Stop Ranking Agent Configs by Average Score
Standard average scoring masks critical interaction effects between model, prompt, and tool configurations in agent evaluation. Best-Worst Scaling (MaxDiff) combined with Plackett-Luce ranking models provides superior signal for comparing agent configurations. The study demonstrates that prompt-tool interactions significantly impact performance, independent of raw model capability. Automated evaluation agents can execute this comparative framework to generate actionable deployment recommendation
Analysis
TL;DR
- Standard average scoring masks critical interaction effects between model, prompt, and tool configurations in agent evaluation.
- Best-Worst Scaling (MaxDiff) combined with Plackett-Luce ranking models provides superior signal for comparing agent configurations.
- The study demonstrates that prompt-tool interactions significantly impact performance, independent of raw model capability.
- Automated evaluation agents can execute this comparative framework to generate actionable deployment recommendations.
- Shipping the "best average" configuration often leads to suboptimal production outcomes compared to interaction-aware selection.
Why It Matters
This approach resolves the common pitfall where teams select agent configurations based on isolated metric averages, ignoring how components interact. By adopting comparative ranking methods like Best-Worst Scaling, practitioners can identify robust configurations that perform well under real-world variability rather than just theoretical peaks. This leads to more reliable agent deployments and more efficient iteration cycles in production environments.
Technical Details
- Evaluation Method: Utilizes Best-Worst Scaling (MaxDiff), where a judge model selects only the single best and single worst output from a batch of anonymized configurations, avoiding arbitrary 1-10 scoring scales.
- Statistical Modeling: Fits a Plackett-Luce model or similar utility ranking algorithm to convert pairwise comparisons into utility scores for each configuration and interaction term.
- Experimental Design: Tested on the
shubh303/Invoice-to-Jsondataset (100 invoices) with a factorial grid of 8 configurations varying three binary factors: Model (Claude Haiku 4.5 vs. GPT-5.4-mini), Prompt (Systematic Planner vs. Contextual Leaper), and Tool (stream table rows vs. semantic search). - Judge Model: Used Claude Sonnet 4.6 as the evaluator to determine best/worst outputs for each batch of five randomly sampled configurations per invoice.
- Interaction Analysis: The method highlights specific interactions, such as the "Contextual Leaper" prompt pairing effectively with semantic search tools, which average scores failed to capture accurately.
Industry Insight
- Move away from leaderboard-style metrics that prioritize absolute scores over relative performance; focus on comparative advantage within specific operational contexts.
- Implement automated evaluation loops where agent systems propose, test, and rank their own configurations using comparative methods to reduce human-in-the-loop overhead.
- Prioritize understanding component interactions (e.g., how a specific prompt affects a specific tool) during the design phase, as these synergies often outweigh the marginal gains of upgrading base models.
Disclaimer: The above content is generated by AI and is for reference only.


_REQUIREMENT_
Go through the records and give each one again exactly, omitting the images.

_LISTED ENTRIES_
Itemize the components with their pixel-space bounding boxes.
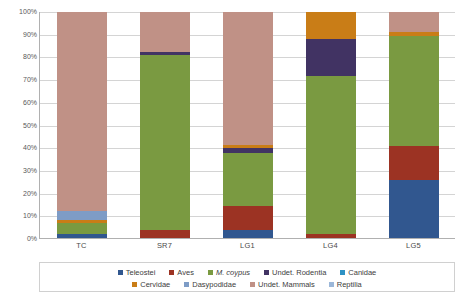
bar-segment[interactable] <box>57 234 107 239</box>
stacked-bar[interactable] <box>306 12 356 239</box>
bar-slot-lg4 <box>289 12 372 239</box>
y-axis-tick-label: 30% <box>3 167 37 175</box>
stacked-bar[interactable] <box>57 12 107 239</box>
y-axis-tick-label: 60% <box>3 99 37 107</box>
bar-segment[interactable] <box>223 230 273 239</box>
legend-item[interactable]: Dasypodidae <box>184 280 236 289</box>
bar-segment[interactable] <box>140 55 190 230</box>
y-axis-tick-label: 20% <box>3 190 37 198</box>
legend-swatch-icon <box>184 282 189 287</box>
bar-slot-lg5 <box>372 12 455 239</box>
bar-segment[interactable] <box>389 36 439 146</box>
bar-segment[interactable] <box>223 206 273 230</box>
bar-segment[interactable] <box>57 211 107 220</box>
legend-swatch-icon <box>340 270 345 275</box>
y-axis-tick-label: 70% <box>3 76 37 84</box>
legend-item[interactable]: Reptilia <box>329 280 362 289</box>
legend-item[interactable]: Undet. Mammals <box>250 280 315 289</box>
y-axis: 0%10%20%30%40%50%60%70%80%90%100% <box>0 12 37 239</box>
x-axis-labels: TCSR7LG1LG4LG5 <box>40 241 455 250</box>
bar-slot-sr7 <box>123 12 206 239</box>
bar-segment[interactable] <box>57 12 107 211</box>
legend-label: Aves <box>177 268 194 277</box>
legend-item[interactable]: Aves <box>169 268 194 277</box>
x-axis-tick-label: LG4 <box>289 241 372 250</box>
legend-label: Reptilia <box>337 280 362 289</box>
legend-swatch-icon <box>169 270 174 275</box>
bar-segment[interactable] <box>306 76 356 235</box>
legend-swatch-icon <box>250 282 255 287</box>
legend-item[interactable]: M. coypus <box>208 268 250 277</box>
legend-swatch-icon <box>264 270 269 275</box>
legend-item[interactable]: Canidae <box>340 268 376 277</box>
bar-segment[interactable] <box>140 230 190 239</box>
bar-segment[interactable] <box>389 146 439 180</box>
legend-swatch-icon <box>329 282 334 287</box>
bar-segment[interactable] <box>140 12 190 52</box>
x-axis-tick-label: LG1 <box>206 241 289 250</box>
legend-label: Undet. Rodentia <box>272 268 326 277</box>
legend-swatch-icon <box>118 270 123 275</box>
legend-label: Cervidae <box>140 280 170 289</box>
bar-segment[interactable] <box>223 12 273 145</box>
legend-item[interactable]: Teleostei <box>118 268 156 277</box>
bar-segment[interactable] <box>306 12 356 39</box>
bar-segment[interactable] <box>306 234 356 239</box>
legend-label: Undet. Mammals <box>258 280 315 289</box>
bar-segment[interactable] <box>223 153 273 206</box>
legend-item[interactable]: Cervidae <box>132 280 170 289</box>
legend-row-1: TeleosteiAvesM. coypusUndet. RodentiaCan… <box>46 266 448 278</box>
x-axis-tick-label: SR7 <box>123 241 206 250</box>
x-axis-tick-label: LG5 <box>372 241 455 250</box>
stacked-bar[interactable] <box>223 12 273 239</box>
y-axis-tick-label: 50% <box>3 122 37 130</box>
legend-label: Canidae <box>348 268 376 277</box>
stacked-bar[interactable] <box>140 12 190 239</box>
y-axis-tick-label: 100% <box>3 8 37 16</box>
legend-label: M. coypus <box>216 268 250 277</box>
bar-segment[interactable] <box>389 180 439 239</box>
bar-slot-lg1 <box>206 12 289 239</box>
y-axis-tick-label: 40% <box>3 144 37 152</box>
bar-segment[interactable] <box>389 12 439 32</box>
legend-label: Teleostei <box>126 268 156 277</box>
y-axis-tick-label: 90% <box>3 31 37 39</box>
legend-label: Dasypodidae <box>192 280 236 289</box>
y-axis-tick-label: 10% <box>3 212 37 220</box>
legend-row-2: CervidaeDasypodidaeUndet. MammalsReptili… <box>46 278 448 290</box>
bar-slot-tc <box>40 12 123 239</box>
chart-legend: TeleosteiAvesM. coypusUndet. RodentiaCan… <box>39 262 455 292</box>
bar-segment[interactable] <box>306 39 356 75</box>
y-axis-tick-label: 80% <box>3 53 37 61</box>
stacked-bar-chart: 0%10%20%30%40%50%60%70%80%90%100% TCSR7L… <box>0 0 468 300</box>
bars-layer <box>40 12 455 239</box>
stacked-bar[interactable] <box>389 12 439 239</box>
x-axis-tick-label: TC <box>40 241 123 250</box>
legend-swatch-icon <box>132 282 137 287</box>
legend-item[interactable]: Undet. Rodentia <box>264 268 326 277</box>
bar-segment[interactable] <box>57 223 107 234</box>
y-axis-tick-label: 0% <box>3 235 37 243</box>
legend-swatch-icon <box>208 270 213 275</box>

_WRITTEN ANSWER_
Itemize the components with their pixel-space bounding boxes.
bar-segment[interactable] <box>57 234 107 239</box>
stacked-bar[interactable] <box>306 12 356 239</box>
bar-slot-lg4 <box>289 12 372 239</box>
y-axis-tick-label: 30% <box>3 167 37 175</box>
stacked-bar[interactable] <box>57 12 107 239</box>
y-axis-tick-label: 60% <box>3 99 37 107</box>
bar-segment[interactable] <box>223 230 273 239</box>
legend-item[interactable]: Dasypodidae <box>184 280 236 289</box>
bar-segment[interactable] <box>140 55 190 230</box>
y-axis-tick-label: 20% <box>3 190 37 198</box>
legend-swatch-icon <box>184 282 189 287</box>
bar-slot-lg5 <box>372 12 455 239</box>
bar-segment[interactable] <box>389 36 439 146</box>
bar-segment[interactable] <box>223 206 273 230</box>
bar-segment[interactable] <box>57 211 107 220</box>
legend-swatch-icon <box>340 270 345 275</box>
y-axis-tick-label: 70% <box>3 76 37 84</box>
legend-item[interactable]: Reptilia <box>329 280 362 289</box>
legend-item[interactable]: Undet. Mammals <box>250 280 315 289</box>
y-axis: 0%10%20%30%40%50%60%70%80%90%100% <box>0 12 37 239</box>
x-axis-labels: TCSR7LG1LG4LG5 <box>40 241 455 250</box>
bar-slot-sr7 <box>123 12 206 239</box>
bar-segment[interactable] <box>57 12 107 211</box>
legend-label: Aves <box>177 268 194 277</box>
legend-item[interactable]: Aves <box>169 268 194 277</box>
x-axis-tick-label: LG4 <box>289 241 372 250</box>
legend-label: Reptilia <box>337 280 362 289</box>
legend-swatch-icon <box>169 270 174 275</box>
bar-segment[interactable] <box>306 76 356 235</box>
legend-swatch-icon <box>250 282 255 287</box>
legend-item[interactable]: M. coypus <box>208 268 250 277</box>
legend-swatch-icon <box>264 270 269 275</box>
legend-item[interactable]: Canidae <box>340 268 376 277</box>
bar-segment[interactable] <box>140 230 190 239</box>
bar-segment[interactable] <box>389 146 439 180</box>
legend-swatch-icon <box>329 282 334 287</box>
bar-segment[interactable] <box>140 12 190 52</box>
x-axis-tick-label: LG1 <box>206 241 289 250</box>
legend-label: Undet. Rodentia <box>272 268 326 277</box>
legend-swatch-icon <box>118 270 123 275</box>
legend-label: Cervidae <box>140 280 170 289</box>
bar-segment[interactable] <box>223 12 273 145</box>
legend-item[interactable]: Teleostei <box>118 268 156 277</box>
bar-segment[interactable] <box>306 12 356 39</box>
bar-segment[interactable] <box>306 234 356 239</box>
legend-label: Undet. Mammals <box>258 280 315 289</box>
bar-segment[interactable] <box>223 153 273 206</box>
legend-item[interactable]: Cervidae <box>132 280 170 289</box>
legend-row-1: TeleosteiAvesM. coypusUndet. RodentiaCan… <box>46 266 448 278</box>
x-axis-tick-label: SR7 <box>123 241 206 250</box>
x-axis-tick-label: LG5 <box>372 241 455 250</box>
stacked-bar[interactable] <box>223 12 273 239</box>
y-axis-tick-label: 50% <box>3 122 37 130</box>
legend-label: Canidae <box>348 268 376 277</box>
stacked-bar[interactable] <box>140 12 190 239</box>
y-axis-tick-label: 100% <box>3 8 37 16</box>
legend-label: M. coypus <box>216 268 250 277</box>
bar-segment[interactable] <box>389 180 439 239</box>
bar-slot-lg1 <box>206 12 289 239</box>
y-axis-tick-label: 40% <box>3 144 37 152</box>
bar-segment[interactable] <box>389 12 439 32</box>
legend-label: Teleostei <box>126 268 156 277</box>
y-axis-tick-label: 90% <box>3 31 37 39</box>
legend-label: Dasypodidae <box>192 280 236 289</box>
y-axis-tick-label: 10% <box>3 212 37 220</box>
legend-row-2: CervidaeDasypodidaeUndet. MammalsReptili… <box>46 278 448 290</box>
bar-slot-tc <box>40 12 123 239</box>
chart-legend: TeleosteiAvesM. coypusUndet. RodentiaCan… <box>39 262 455 292</box>
bar-segment[interactable] <box>306 39 356 75</box>
y-axis-tick-label: 80% <box>3 53 37 61</box>
stacked-bar-chart: 0%10%20%30%40%50%60%70%80%90%100% TCSR7L… <box>0 0 468 300</box>
bars-layer <box>40 12 455 239</box>
stacked-bar[interactable] <box>389 12 439 239</box>
x-axis-tick-label: TC <box>40 241 123 250</box>
legend-swatch-icon <box>132 282 137 287</box>
legend-item[interactable]: Undet. Rodentia <box>264 268 326 277</box>
bar-segment[interactable] <box>57 223 107 234</box>
y-axis-tick-label: 0% <box>3 235 37 243</box>
legend-swatch-icon <box>208 270 213 275</box>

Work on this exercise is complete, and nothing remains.